Re: hip, hip, hippie goodbye

From: David Westling (email suppressed)
Date: Sat Oct 15 2005 - 15:22:37 PDT


>
>>
>> What does that mean? What is wrong with sounding like a hippie? What
>> does a hippie sound like?
>
> Hey man, can't we all just get along? Hey man, I don't have a place
> to stay, but we're all in this Kraaazy world together, so can't I just
> stay with you? Aren't you cool? What's your problem, man, don't
> bogart that pad...
>
> No offense to any hippies on the list, you guys have made some great
> music. I've just suffered a bit due to my californian upbringing.
>
> (Did anyone actually ever say Bogart? And what is the etymology of
> that phrase anyway, my elders?)
> jf

I'm a member of that 'tweener generation (b. 1954), too young to be a
first-phase hippie and too old to...I don't know...be comfortable with
the idea of cellphones? Anyway, I've seen various explanations of the
term "to bogart" such as that it means don't dangle a cigarette in
one's mouth so that it angles downward, making it burn faster and thus
wasting it, while ogling the likes of Lauren Bacall as she picks off
johns in a sleazy bar in Martinique, but this explanation doesn't
really satisfy. The actual song title by the original artists, the
Fraternity of Man, the one in the soundtrack of "Easy Rider", is "Don't
Bogart Me". This points to a more metaphysical realm, it seems to me.
Bogart's character was known, before his quasi-religious conversions in
flims such as "Casablanca" and "Passage to Marseilles", as one who
"sticks his neck out for no one". Thus, to Bogart someone would be to
selfishly hold oneself aloof, to be an "isolationist" in the parlance
of the WWII era, and, by extension, to be overprotective about some
possession.

I close with a text from Lewis Yablonsky's _The Hippie Trip_
(1968)--"The Psychedelic Creed".

1. The hippie movement is a spontaneous evolution. It is not a
"heavy" worked-out plan.
2. Drugs are a key to the God in men. Drugs are sacraments for a
greater knowledge of the universe. Drugs are a vehicle to a cosmic
consciuousness.
3. There are spontaneous leaders in the movement. They are not "pushy"
leaders, who are self-appointed. They are selected by hippie
constituents, because they are "spiritual centers."
4. Sex is free, holy, and should be naturally acted out without
guilt--for pure pleasure and communication.
5. The establishment and the police are not the enemy. They are a
constant reminder that the trip into the universeal unity of man was
never meant to be easy.
6. Communes are places where people can "do their thing", use
psychedelic drugs, seek their personal freedom and identity with a
minimum amount of "hangups" and interferences.
7. Violence is a result of frustrations and repressions.
8. "You can't change anyone else--you can only change yourself." A
true hippie believer would not get "hung up" with heavy game playing,
the new left, war protests, or civil rights battles. He simply wwould
strengthen his own perceptions of honesty and truth.
9. Children should not have the "heavy trips" of their parents put onto
them. They should have the freedom to "naturally" evolve in their own
line of growth.
10. People should stop playing "heavy games" in their life--as in
work, marriage, or the general plastic society. They should, as Leary
postulates, "turn-on, tune-in, and drop out." In this more natural
state of reality--with the aid of drugs--they will find their true
spiritual condition.

David Westling

__________________________________________________________________
For info on FrameWorks, contact Pip Chodorov at <email suppressed>.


■ Exercise description: Below this line is a set of entries; quote exactly the lines from the line that contains "window location?" to the line that contains "The image is [1024, 683]. Detect *footwear*.", both lines included.

■ Material provided:
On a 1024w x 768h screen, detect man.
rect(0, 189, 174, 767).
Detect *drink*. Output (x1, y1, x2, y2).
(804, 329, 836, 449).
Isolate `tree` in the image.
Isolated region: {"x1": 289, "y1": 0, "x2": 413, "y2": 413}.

* * *

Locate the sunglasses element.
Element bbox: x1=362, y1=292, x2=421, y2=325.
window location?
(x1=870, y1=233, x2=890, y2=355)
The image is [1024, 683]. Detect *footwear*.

==

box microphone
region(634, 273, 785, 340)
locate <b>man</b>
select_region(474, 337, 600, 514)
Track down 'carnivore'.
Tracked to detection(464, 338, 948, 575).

■ Answer area:
window location?
(x1=870, y1=233, x2=890, y2=355)
The image is [1024, 683]. Detect *footwear*.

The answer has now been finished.